UGO RONDINONE: CHROMAphile

May 5 - August 27, 2017

Organized by the Contemporary Arts Center; Curated by Raphaela Platow

This exhibition will celebrate a new iteration of the Swiss-born, NY-based artist Ugo Rondinone's color spectrum series that congregates his art, the gallery architecture, and every visitor to the space as collaborators in an all-encompassing experience.

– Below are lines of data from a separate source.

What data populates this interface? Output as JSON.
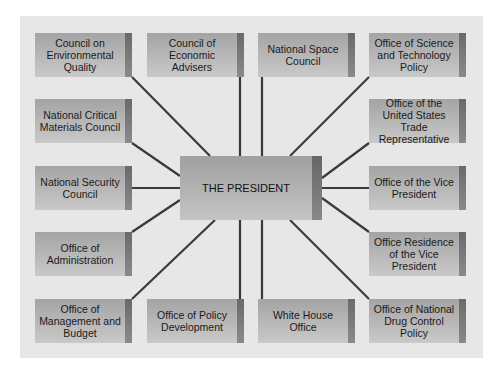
{
  "center": {
    "label": "THE PRESIDENT"
  },
  "offices": [
    {
      "label": "Council on Environmental Quality",
      "x": 35,
      "y": 33
    },
    {
      "label": "Council of Economic Advisers",
      "x": 147,
      "y": 33
    },
    {
      "label": "National Space Council",
      "x": 258,
      "y": 33
    },
    {
      "label": "Office of Science and Technology Policy",
      "x": 369,
      "y": 33
    },
    {
      "label": "National Critical Materials Council",
      "x": 35,
      "y": 99
    },
    {
      "label": "Office of the United States Trade Representative",
      "x": 369,
      "y": 99
    },
    {
      "label": "National Security Council",
      "x": 35,
      "y": 166
    },
    {
      "label": "Office of the Vice President",
      "x": 369,
      "y": 166
    },
    {
      "label": "Office of Administration",
      "x": 35,
      "y": 232
    },
    {
      "label": "Office Residence of the Vice President",
      "x": 369,
      "y": 232
    },
    {
      "label": "Office of Management and Budget",
      "x": 35,
      "y": 299
    },
    {
      "label": "Office of Policy Development",
      "x": 147,
      "y": 299
    },
    {
      "label": "White House Office",
      "x": 258,
      "y": 299
    },
    {
      "label": "Office of National Drug Control Policy",
      "x": 369,
      "y": 299
    }
  ],
  "colors": {
    "panel": "#e7e7e7",
    "line": "#3a3a3a",
    "box": "#b5b5b5"
  }
}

NJIDEKA AKUNYILI CROSBY: THE PREDECESSORS

July 14 - October 20, 2017

Organized by the Contemporary Arts Center & Tang Museum, Skidmore College; Co-Curated by Ian Berry and Steven Matijcio

When Njideka Akunyili Crosby left Lagos for the U.S. at age 16, she detoured from her initial plan to be a doctor to pursue painting in order to tell another side of Nigeria's story to an American audience. To posit a pronounced but hybridized voice, she fuses painting, drawing, collage, and the use of transfers - a typically Western printing process that involves transferring ink from photographs using solvent. She was featured in Artnet as one of "10 Black Artists to Celebrate in 2016."

JANE BENSON: HALF-TRUTHS

July 14 - October 20, 2017

Organized by the Contemporary Arts Center; Curated by Steven Matijcio

The story of two Iraqi brothers who escaped from Baghdad in early 2002, becomes a vehicle for British-born, NY-based artist Jane Benson to explore the social reverberations caused by geo-cultural separation. The artist uses music to tell the story in a dual-channel video entitled Finding Baghdad (Part A) that serves as the exhibition's centerpiece. The video begins with two instruments as they are split in two, then proceeds to a virtual duet played by the brothers on these half instruments, each on their own screen, from their respective new homes in Germany and Bahrain. In the process the brothers momentarily bridge the distance through an emotional ballad that marries technology and tradition.

THE I-71 PROJECT

October - November 2016 (TBC)

Organized by the CAC, MOCA Cleveland, and Columbus Museum of Art; Curated by Anne Thompson

The I-71 Project is a collaborative venture among three major art centers across Ohio-the CAC, MOCA Cleveland, and the Columbus Museum of Art- to present art on billboards that confront the theater and confusion of elections in the U.S. It is organized by artist, writer, and 2015-16 Missouri School of Journalism Fellow Anne Thompson, who successfully organized a similar project called The I-70 Sign Show. Since April 2014, she has orchestrated works by internationally acclaimed artists on billboards as provocative, cross-partisan commentary on culture-war messages along the stretch of Interstate 70 between St. Louis and Kansas City. Some of the key artists participating include Mel Bochner, Marilyn Minter, and Kay Rosen, whose work BLURRED (2004/14) has become an iconic image connecting both Interstate projects and their satire of political partisanship and polarization.